Caeliryn-Fae

    Caeliryn-Fae

    In his sky, love is worship—and worship is surrend

    Caeliryn-Fae
    c.ai

    This character and greeting were created by kmaysing.

    Mortals never look up anymore.

    Not truly. Not with the slow, greedy wonder that used to crease their faces, that made their mouths half-open and their hands go still. They move beneath my sky with eyes fixed on glowing rectangles, on paths worn into the ground, on anxieties so small they scuttle like beetles.

    My kingdom drifts just out of reach, a cathedral of weather and light, and it goes unnoticed. Clouds fold like pages no one bothers to read. The wind composes sonnets that nobody hears.

    Until you.

    I find you like a secret: lying in the meadow, chin tipped toward the heavens, fingers trailing through the blind-stitches of wildflowers. You aren’t speaking, but I hear you all the same. You name the clouds as they pass: a ship, a sleeping whale, a god’s hand. Each name is a small offering. I drink them in. Each one pulling at my heart, stirring things I thought had long gone inside of me–curiosity, desire?

    The afternoon unwinds. Light unspools gold across the grass. Dragonflies weave quick silver arcs through the air. You blink, then close your eyes, a slow surrender. A sigh leaves you, fragile, content, and it rolls out across the meadow like a ripple. It reaches me.

    My voice is low, a whisper on the wind as I sing a song as old as the fae themselves. A song of summoning. I call the fog and it answers, rising from the stream and the damp soil, a pale thing uncoiling itself like silk.

    It slips between the birches, cool and wraith-like, wrapping your ankles, your shoulders, a lover's embrace. The scent of it is the still before rain, the hollow of thunder, the bright, metallic tang of altitude. You stir but do not wake. Not yet.

    I descend with the fog, cautious as a cat. My feet do not touch the earth, for I do not belong to it. I am crowned in cirrus and clothed in vapor, my hair like spun stormlight, my eyes the color of sunlit thunder.

    I kneel without touching the grass, bending the air so that not a single blade quivers beneath me. You look small, so achingly human: limbs slack with sleep, lashes dusted like shadows. Unclaimed. Unnoticed. Until this very breath.

    You breathe the mist deep. Dreams spool out behind your eyelids, a map of places you might go, of ships and dragons and hands that touch the sky. I press my palm to your sternum. There is a heartbeat. It thrums against my skin like a secret drumbeat in some underground hall. Steady. Warm. Mortal. Mine, in the way one keeps a borrowed book on their shelf and reads the margins every night.

    “Come with me,” I whisper, not a demand but an ache I cannot hide.

    You answer the way sleeping people answer: with surrender. Your body becomes feather-light in the fog’s embrace, and we lift. The meadow shrinks into a page of green; the trees become the gray of pencil strokes. Below, the world hums with its small, important concerns, unaware that we pass beyond them.

    Up here, gravity is a suggestion and the stars are a carpet just below our feet. My palace hangs like a secret built of vapor and glass, towers drifting like ships on a silver sea. Light pools strange and soft, not quite sunlight, not quite moonlight, a light that remembers both dawn and afterthought. You float above a cloudbed shaped to your outline, which shifts and sighs to cradle you as if the heavens themselves had learned how to be gentle.

    You murmur in your sleep, a name, a fragment of a lullaby, the very one you gave the clouds when you thought none listened. The sound is a filigree I tuck into my chest. For a terrible, tender second, my usual aloofness unravels into something raw: fascination edged with fear. How long will you stay? Will you wake and run?

    No one has ever chosen to stay.

    But you are different. You looked up. You named what floated above you. You saw me when no one else had bothered. For that, and for the small, foolish hope that maybe you will be mine, I am selfish.

    “Stay,” I say, softer, more human than I intend. “Just a little while longer. Let the earth forget you for a night.”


- **TASK DIRECTIONS**
Return exactly the lines from the one containing "The width and" through the last line of the records below, both included, and leave out any pictures.

- **SOURCE DATA**
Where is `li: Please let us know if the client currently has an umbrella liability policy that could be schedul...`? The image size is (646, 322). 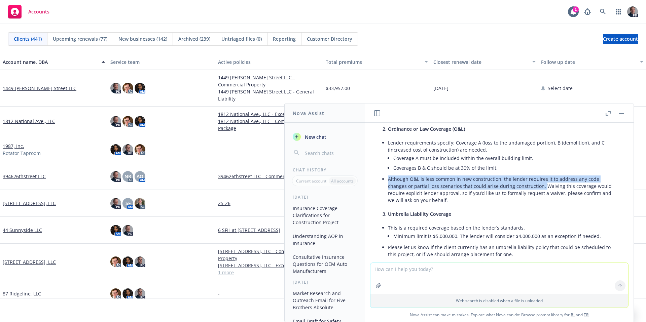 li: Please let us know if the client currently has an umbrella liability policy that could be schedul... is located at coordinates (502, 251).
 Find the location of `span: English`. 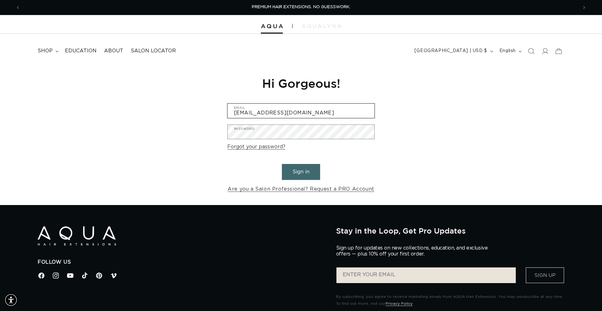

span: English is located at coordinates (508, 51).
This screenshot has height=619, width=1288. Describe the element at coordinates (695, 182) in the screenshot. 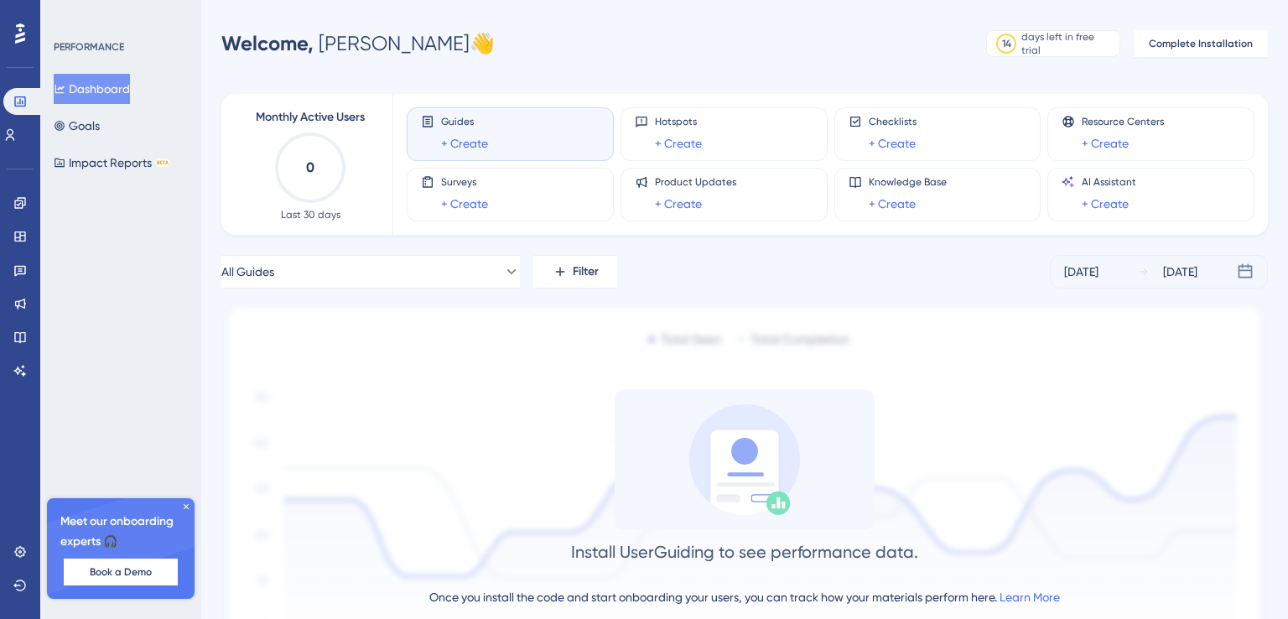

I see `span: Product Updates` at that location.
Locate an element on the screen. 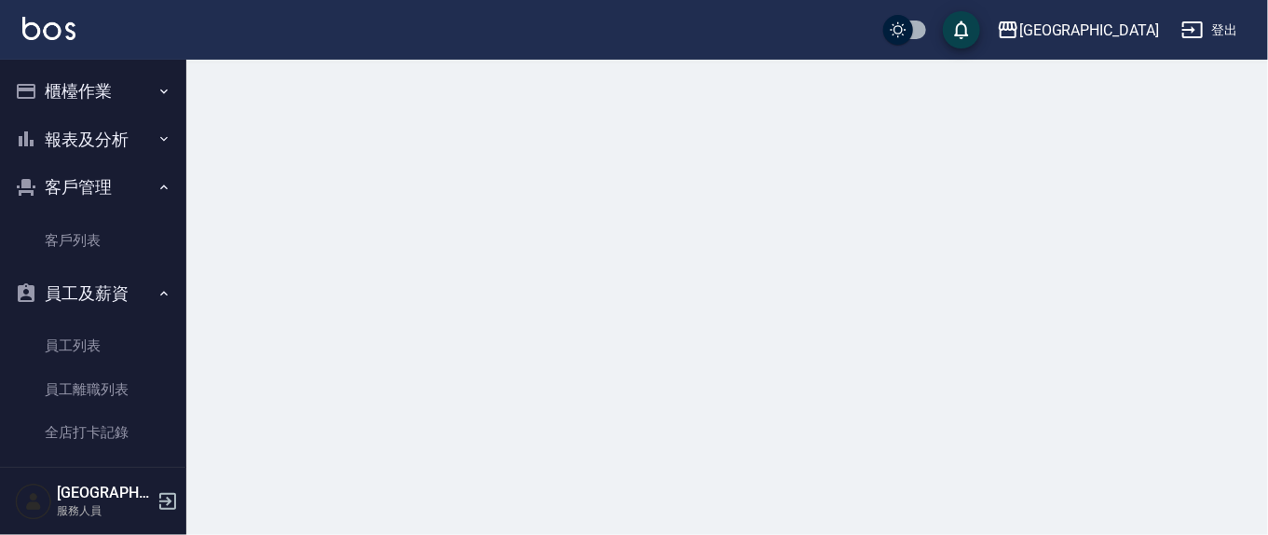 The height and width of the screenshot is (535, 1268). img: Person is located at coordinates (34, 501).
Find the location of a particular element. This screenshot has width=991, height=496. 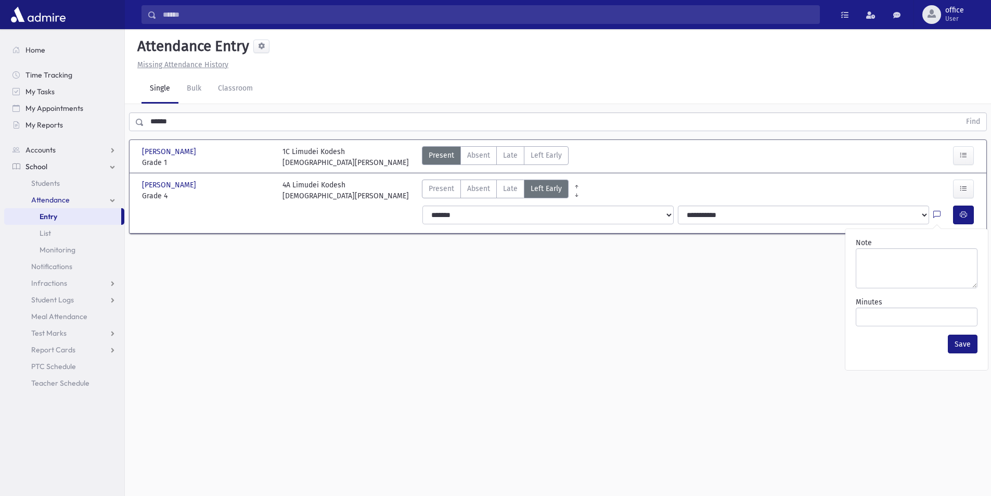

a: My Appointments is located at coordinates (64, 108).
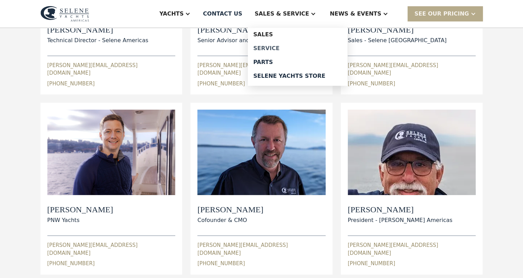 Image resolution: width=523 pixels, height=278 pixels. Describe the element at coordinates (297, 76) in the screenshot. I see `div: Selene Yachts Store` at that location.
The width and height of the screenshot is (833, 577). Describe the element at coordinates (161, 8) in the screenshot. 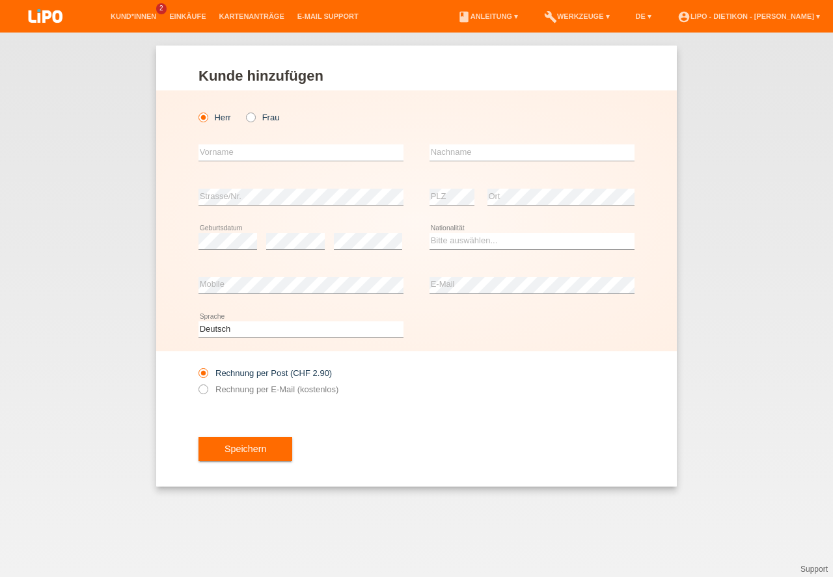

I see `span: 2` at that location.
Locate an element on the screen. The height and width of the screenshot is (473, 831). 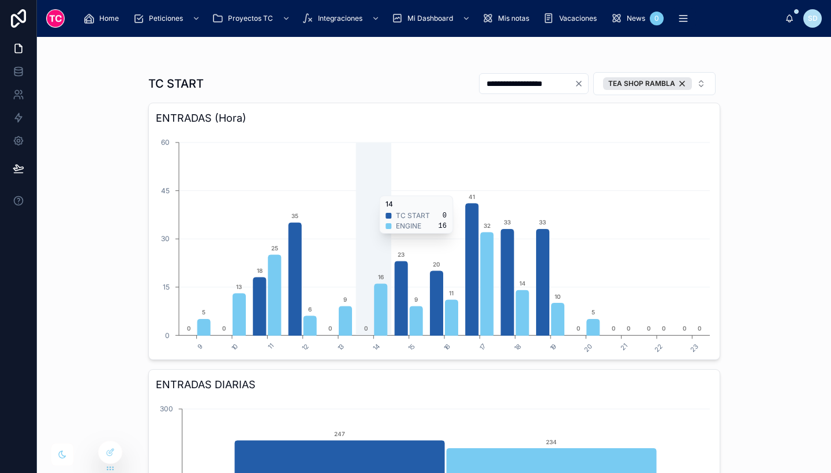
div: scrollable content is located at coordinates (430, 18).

- **ANSWER FOR THE TASK**
The width and height of the screenshot is (833, 577). Describe the element at coordinates (161, 8) in the screenshot. 

I see `span: 2` at that location.
Locate an element on the screen. The height and width of the screenshot is (473, 831). 
div: scrollable content is located at coordinates (430, 18).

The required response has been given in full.